We learn early on that, in order to be a winner, you have to believe in yourself. You have to have the confidence to make things happen. And you have to have personal pride.
I am writing in one of the Keepers' Lodges to wh I have returned after stalking & where I am waiting for the Prince of Wales. Quite the best day's sport I have had in this country - 4 good stags & home early!
Champions do not become champions when they win the event, but in the hours, weeks, months and years they spend preparing for it. The victorious performance itself is merely the demonstration of their championship character.
When you win a race like this the feeling is very, very good. There have been times when I have been flat-out to finish sixth, but you can't see that from the outside. In 1980 I finished three or four times in seventh place. I pushed like mad, yet everyone was gathered around the winner and they were thinking that I was just trundling around. But that's motor racing. So in fact the only thing you can judge in this sport is the long term. You can judge a career or a season, but not one race.
A single woman with a narrow income must be a ridiculous, disagreeable old maid, the proper sport of boys and girls, but a single woman of fortune is always respectable, and may be as sensible and pleasant as anybody else.
I believe in a business boarding up early. If you make a mistake, you put the boards in the window of the store and say, "Hey, I made a mistake." Let me take two shots in the arm and a punch on the nose and let me get on to the next thing. I don't believe in worrying over failures. I worry about successes. This is opposite from most people. Most people zero in on their failures. I try to keep all my attention on a pyramid type philosophy rather than the averaging-down philosophy.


## What is expected
If a line in the entries contains the string "annotation", include that line in your answer.

**** Extracted records ****

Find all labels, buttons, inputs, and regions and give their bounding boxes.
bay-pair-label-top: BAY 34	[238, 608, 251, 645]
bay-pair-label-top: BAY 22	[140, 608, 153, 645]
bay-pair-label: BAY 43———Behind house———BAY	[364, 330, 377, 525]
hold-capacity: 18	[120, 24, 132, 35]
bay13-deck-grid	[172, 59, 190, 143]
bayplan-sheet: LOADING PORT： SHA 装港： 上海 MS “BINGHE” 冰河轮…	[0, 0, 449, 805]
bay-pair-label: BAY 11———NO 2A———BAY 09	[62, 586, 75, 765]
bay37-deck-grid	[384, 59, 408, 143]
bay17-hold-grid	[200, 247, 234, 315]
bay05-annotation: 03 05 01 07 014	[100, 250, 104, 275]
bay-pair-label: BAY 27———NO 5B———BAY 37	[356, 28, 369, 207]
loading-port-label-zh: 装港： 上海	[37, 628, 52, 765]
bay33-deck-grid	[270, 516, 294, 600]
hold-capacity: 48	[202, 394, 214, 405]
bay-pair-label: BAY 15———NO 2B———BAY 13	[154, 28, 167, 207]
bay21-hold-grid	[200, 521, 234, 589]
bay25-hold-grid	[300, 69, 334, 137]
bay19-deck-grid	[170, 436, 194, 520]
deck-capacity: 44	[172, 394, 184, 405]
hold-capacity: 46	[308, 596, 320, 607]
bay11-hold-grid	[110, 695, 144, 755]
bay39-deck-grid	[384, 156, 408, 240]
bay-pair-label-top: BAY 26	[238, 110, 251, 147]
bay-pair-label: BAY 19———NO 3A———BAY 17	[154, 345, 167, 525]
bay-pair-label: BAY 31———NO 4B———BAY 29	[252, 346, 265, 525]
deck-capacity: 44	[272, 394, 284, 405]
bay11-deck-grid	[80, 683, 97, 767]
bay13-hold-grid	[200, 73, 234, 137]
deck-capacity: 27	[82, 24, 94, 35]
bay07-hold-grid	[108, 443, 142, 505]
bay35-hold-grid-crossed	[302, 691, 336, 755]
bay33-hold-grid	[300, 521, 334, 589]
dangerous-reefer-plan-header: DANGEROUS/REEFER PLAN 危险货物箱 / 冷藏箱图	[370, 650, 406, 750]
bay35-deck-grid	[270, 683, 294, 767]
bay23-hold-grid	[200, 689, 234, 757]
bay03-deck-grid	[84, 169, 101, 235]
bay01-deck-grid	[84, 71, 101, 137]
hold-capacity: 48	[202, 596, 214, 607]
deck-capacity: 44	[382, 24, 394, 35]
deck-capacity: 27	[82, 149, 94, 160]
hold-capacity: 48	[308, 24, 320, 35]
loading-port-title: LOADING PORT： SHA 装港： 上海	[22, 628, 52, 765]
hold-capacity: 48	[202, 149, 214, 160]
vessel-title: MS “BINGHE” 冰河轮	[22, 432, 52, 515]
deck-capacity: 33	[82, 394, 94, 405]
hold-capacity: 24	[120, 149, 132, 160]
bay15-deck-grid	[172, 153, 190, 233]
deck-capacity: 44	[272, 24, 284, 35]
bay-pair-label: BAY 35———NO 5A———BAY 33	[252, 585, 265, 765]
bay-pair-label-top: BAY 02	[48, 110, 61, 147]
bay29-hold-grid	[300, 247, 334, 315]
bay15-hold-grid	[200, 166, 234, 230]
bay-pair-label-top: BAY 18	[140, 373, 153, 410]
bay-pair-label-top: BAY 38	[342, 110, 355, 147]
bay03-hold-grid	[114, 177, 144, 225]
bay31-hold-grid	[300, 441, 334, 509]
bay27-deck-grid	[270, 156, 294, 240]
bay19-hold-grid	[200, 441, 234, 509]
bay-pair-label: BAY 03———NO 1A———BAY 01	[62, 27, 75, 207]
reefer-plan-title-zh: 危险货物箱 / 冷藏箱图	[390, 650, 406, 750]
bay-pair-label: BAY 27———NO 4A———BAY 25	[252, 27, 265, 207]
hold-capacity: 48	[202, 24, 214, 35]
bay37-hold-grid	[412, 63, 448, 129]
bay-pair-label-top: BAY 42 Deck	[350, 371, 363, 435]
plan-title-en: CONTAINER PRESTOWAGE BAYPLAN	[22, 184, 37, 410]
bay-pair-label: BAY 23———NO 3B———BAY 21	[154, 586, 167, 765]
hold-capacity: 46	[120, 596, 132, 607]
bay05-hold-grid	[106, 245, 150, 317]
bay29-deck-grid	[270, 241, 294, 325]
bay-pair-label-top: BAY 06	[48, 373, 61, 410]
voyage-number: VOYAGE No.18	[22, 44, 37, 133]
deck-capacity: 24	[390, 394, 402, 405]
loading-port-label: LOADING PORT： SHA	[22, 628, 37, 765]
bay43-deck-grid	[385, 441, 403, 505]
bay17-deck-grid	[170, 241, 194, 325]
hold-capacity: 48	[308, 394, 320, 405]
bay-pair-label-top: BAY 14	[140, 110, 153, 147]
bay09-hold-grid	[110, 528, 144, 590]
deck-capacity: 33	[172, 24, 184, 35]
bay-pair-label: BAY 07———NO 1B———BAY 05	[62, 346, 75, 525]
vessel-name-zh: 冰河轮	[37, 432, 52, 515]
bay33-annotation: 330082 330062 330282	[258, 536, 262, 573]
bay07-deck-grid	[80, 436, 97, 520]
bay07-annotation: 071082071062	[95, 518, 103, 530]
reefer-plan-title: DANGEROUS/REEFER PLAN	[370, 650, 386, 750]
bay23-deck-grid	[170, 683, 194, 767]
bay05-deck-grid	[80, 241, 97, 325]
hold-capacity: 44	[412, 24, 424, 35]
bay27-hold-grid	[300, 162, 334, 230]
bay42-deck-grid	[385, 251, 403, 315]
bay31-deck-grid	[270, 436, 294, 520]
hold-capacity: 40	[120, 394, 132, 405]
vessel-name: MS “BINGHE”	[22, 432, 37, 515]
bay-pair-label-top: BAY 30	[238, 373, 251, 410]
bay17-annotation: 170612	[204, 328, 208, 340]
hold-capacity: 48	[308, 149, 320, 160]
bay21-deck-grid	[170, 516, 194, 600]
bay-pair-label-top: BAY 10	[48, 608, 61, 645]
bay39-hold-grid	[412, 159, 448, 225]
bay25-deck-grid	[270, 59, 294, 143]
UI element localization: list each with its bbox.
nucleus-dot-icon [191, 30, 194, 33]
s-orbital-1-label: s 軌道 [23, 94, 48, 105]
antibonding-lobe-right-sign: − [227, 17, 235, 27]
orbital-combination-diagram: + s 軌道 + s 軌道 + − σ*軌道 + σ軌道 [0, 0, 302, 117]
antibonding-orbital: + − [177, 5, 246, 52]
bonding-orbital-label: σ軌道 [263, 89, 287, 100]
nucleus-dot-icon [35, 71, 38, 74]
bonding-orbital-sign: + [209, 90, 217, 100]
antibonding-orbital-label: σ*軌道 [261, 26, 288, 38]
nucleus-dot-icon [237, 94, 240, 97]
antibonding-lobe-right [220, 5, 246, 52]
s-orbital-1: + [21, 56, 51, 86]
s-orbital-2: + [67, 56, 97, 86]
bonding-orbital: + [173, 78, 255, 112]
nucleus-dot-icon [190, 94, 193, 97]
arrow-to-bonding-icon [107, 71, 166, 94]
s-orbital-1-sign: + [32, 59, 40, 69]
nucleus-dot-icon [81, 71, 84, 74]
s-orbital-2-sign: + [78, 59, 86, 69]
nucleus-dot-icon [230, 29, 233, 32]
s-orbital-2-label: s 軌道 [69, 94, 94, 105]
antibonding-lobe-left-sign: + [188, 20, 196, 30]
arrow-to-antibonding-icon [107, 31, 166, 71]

****
**** Extracted records ****

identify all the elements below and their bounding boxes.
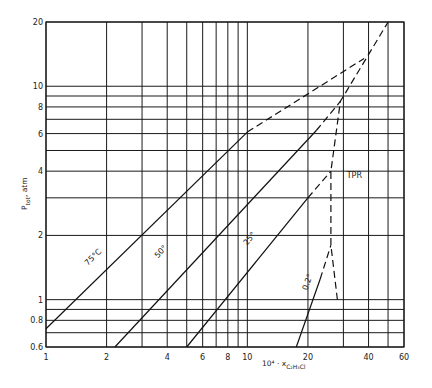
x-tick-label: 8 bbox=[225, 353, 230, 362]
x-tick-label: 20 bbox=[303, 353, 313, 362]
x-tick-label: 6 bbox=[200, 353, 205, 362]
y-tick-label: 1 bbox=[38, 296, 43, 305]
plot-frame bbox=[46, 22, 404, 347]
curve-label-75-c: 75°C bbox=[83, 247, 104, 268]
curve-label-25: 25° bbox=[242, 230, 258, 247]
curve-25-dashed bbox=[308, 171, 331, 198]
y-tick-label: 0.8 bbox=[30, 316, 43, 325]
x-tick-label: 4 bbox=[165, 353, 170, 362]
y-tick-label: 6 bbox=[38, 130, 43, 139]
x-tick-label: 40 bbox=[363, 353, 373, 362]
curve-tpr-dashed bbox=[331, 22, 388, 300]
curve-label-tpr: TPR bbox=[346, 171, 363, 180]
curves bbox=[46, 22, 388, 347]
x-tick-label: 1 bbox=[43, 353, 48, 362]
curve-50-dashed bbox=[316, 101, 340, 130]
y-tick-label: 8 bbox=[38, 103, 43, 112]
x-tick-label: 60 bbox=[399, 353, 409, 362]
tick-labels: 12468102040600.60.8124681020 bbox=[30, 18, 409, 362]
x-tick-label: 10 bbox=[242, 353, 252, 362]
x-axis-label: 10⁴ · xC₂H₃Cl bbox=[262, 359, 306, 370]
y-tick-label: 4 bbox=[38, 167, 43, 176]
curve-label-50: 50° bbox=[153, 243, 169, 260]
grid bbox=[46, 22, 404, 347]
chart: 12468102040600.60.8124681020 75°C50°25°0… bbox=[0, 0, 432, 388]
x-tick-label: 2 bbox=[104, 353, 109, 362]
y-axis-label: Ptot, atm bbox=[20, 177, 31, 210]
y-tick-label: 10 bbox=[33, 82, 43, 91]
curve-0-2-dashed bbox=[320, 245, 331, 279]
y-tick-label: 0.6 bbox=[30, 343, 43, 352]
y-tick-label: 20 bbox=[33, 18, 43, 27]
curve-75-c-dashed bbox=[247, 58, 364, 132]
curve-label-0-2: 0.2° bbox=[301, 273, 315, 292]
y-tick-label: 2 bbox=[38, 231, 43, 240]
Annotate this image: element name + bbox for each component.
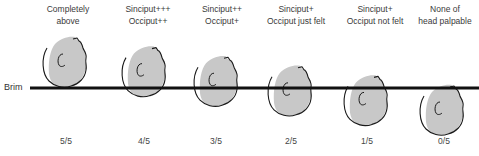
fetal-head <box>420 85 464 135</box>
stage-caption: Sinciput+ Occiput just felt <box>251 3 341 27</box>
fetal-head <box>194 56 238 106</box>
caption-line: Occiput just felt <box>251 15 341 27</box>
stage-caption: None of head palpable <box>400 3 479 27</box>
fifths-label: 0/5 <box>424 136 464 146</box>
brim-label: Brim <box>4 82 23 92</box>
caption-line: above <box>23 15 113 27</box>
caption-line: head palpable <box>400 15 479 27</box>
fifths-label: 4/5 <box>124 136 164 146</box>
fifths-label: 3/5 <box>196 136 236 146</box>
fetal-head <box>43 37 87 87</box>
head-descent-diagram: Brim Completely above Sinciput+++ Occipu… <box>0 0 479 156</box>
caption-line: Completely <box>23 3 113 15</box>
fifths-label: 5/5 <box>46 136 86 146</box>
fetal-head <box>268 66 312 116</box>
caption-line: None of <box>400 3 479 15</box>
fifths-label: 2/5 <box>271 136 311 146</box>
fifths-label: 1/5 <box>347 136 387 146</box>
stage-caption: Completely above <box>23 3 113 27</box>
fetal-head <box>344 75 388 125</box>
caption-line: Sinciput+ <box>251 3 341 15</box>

****
**** Extracted records ****

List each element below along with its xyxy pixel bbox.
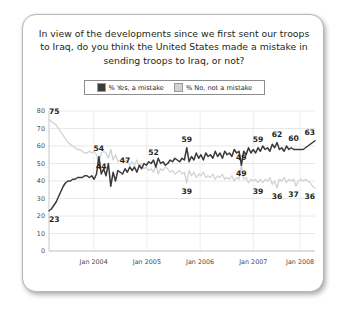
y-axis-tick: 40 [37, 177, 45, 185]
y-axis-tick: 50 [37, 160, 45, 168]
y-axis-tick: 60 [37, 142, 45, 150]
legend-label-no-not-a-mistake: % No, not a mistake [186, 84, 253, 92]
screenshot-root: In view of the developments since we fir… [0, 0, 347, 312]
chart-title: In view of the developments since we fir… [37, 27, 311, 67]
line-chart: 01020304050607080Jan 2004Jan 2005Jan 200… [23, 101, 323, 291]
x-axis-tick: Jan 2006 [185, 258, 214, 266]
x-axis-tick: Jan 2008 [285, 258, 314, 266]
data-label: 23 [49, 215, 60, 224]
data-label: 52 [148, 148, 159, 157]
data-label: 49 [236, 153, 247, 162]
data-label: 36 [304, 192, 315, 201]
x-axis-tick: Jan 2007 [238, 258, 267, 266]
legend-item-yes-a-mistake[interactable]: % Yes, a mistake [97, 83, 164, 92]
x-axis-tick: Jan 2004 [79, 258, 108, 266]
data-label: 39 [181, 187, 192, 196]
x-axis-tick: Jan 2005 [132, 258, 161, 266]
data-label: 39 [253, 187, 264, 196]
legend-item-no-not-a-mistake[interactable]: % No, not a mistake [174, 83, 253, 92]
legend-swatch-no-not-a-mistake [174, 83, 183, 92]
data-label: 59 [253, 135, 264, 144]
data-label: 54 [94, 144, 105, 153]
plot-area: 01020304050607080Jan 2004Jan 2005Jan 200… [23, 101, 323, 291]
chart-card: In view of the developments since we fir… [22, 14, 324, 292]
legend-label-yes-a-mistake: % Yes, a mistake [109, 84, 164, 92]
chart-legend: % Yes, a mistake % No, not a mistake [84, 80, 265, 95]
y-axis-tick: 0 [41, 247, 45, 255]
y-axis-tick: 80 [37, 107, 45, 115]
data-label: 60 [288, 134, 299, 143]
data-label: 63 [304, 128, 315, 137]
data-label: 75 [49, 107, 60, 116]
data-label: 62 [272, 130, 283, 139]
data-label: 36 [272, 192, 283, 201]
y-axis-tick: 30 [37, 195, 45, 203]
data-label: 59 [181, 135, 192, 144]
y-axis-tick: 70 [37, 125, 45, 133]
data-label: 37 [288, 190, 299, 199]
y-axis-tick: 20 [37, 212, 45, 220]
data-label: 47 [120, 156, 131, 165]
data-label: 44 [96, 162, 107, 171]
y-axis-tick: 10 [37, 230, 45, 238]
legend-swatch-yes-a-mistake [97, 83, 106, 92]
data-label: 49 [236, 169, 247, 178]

****

## Exercise solution
bay05-annotation: 03 05 01 07 014	[100, 250, 104, 275]
bay33-annotation: 330082 330062 330282	[258, 536, 262, 573]
bay07-annotation: 071082071062	[95, 518, 103, 530]
bay17-annotation: 170612	[204, 328, 208, 340]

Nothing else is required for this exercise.